Mills took a step forward. Paul drew his hand up, either to apologize or to stop him from coming closer.
“You still talk about a family, having kids, the hotel . . .”
“That’s not the point of kids, is it? To make you happy? I’m forty-seven. I’m not going to have children. I’m not going to get married. I never was. Can we please not continue—”
“But there must have been someone once.” After nearly two months, Mills still didn’t know if he should say a woman or a man. But wasn’t there always a someone once for everyone? It seemed to Mills as inevitable as the flu, that each member of the human species would eventually bear the loss of a someone once. Mills might have been asking for his own peace of mind. He wanted to believe that he wouldn’t end up as lonely as Paul.
“A long time ago there might have been, a few. One or two I thought I loved.” Paul folded his arms over his chest. One or two: gender neutral.
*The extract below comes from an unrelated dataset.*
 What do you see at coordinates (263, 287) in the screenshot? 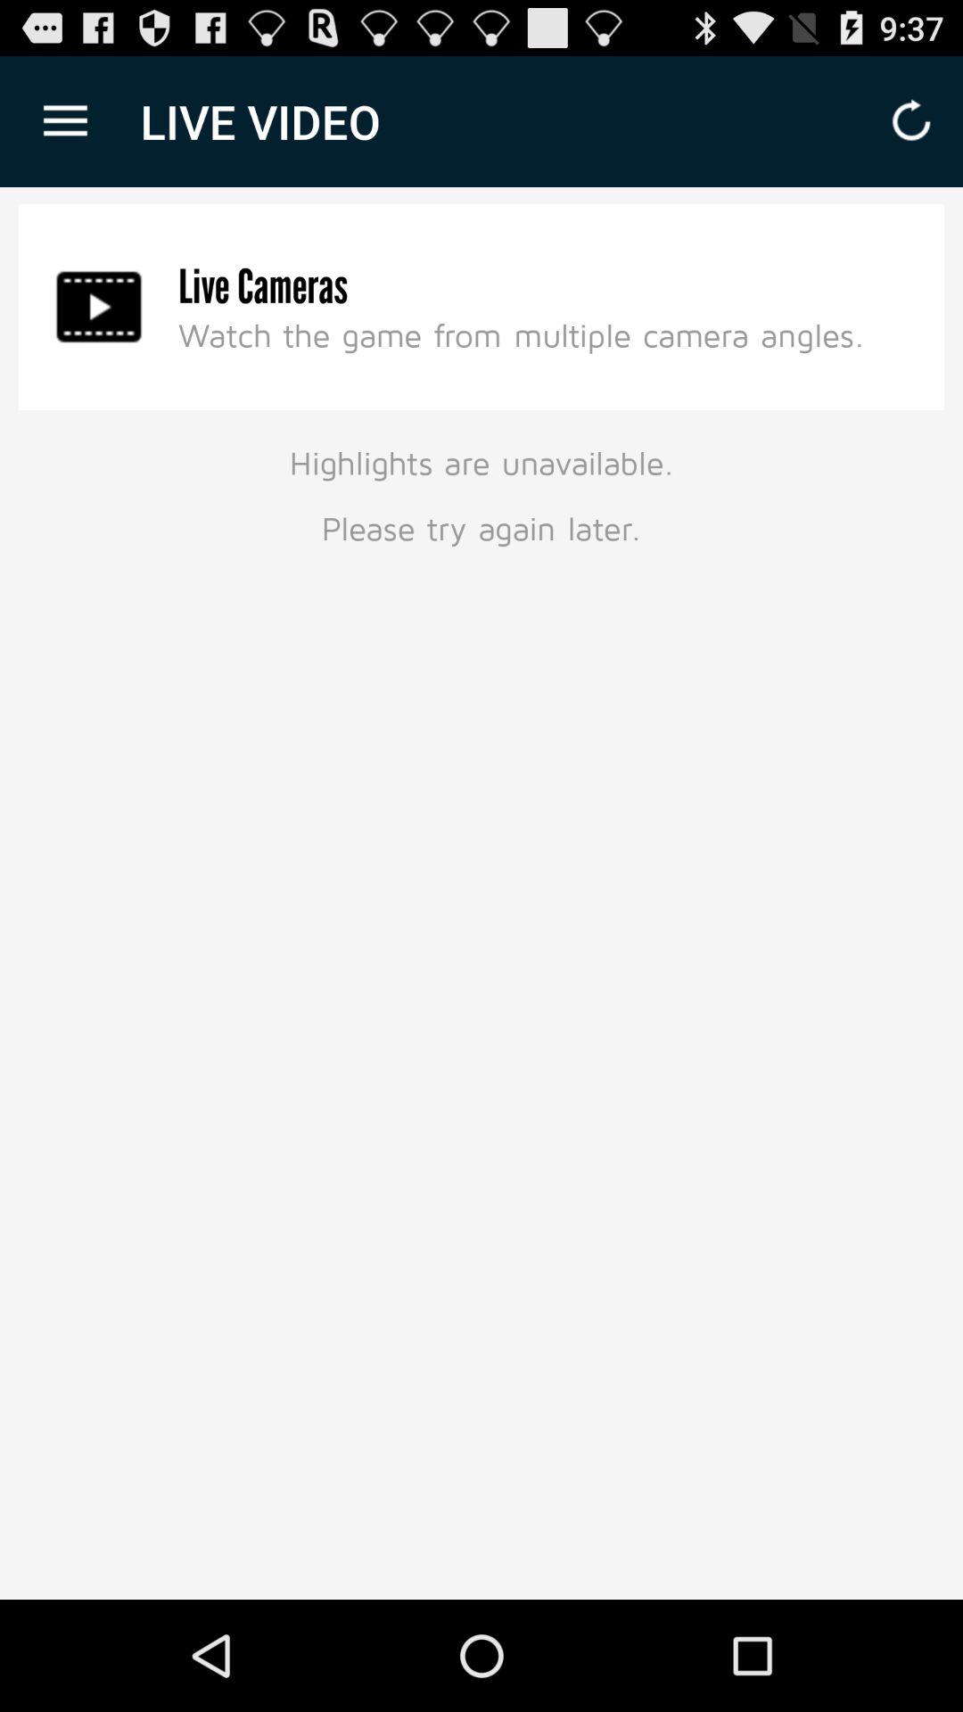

Was Paul being vague because he was an expert closet case, or out of some misguided respect for Mills’s orientation? “But it didn’t work out, and the years added up. Look, that accident, that car crash, whatever you want to call it, was a moment of weakness. A deliberate moment of weakness. But I am happier now.” Paul’s eyes begged Mills for affirmation, the way a patient begs a doctor for positive test results. “I’m happier. I made a decision to live close to my parents to care for them, to pay their bills. That might have prevented me from other things, but I don’t regret it. I owed it to them. They couldn’t have other children. I was all they had to depend on.”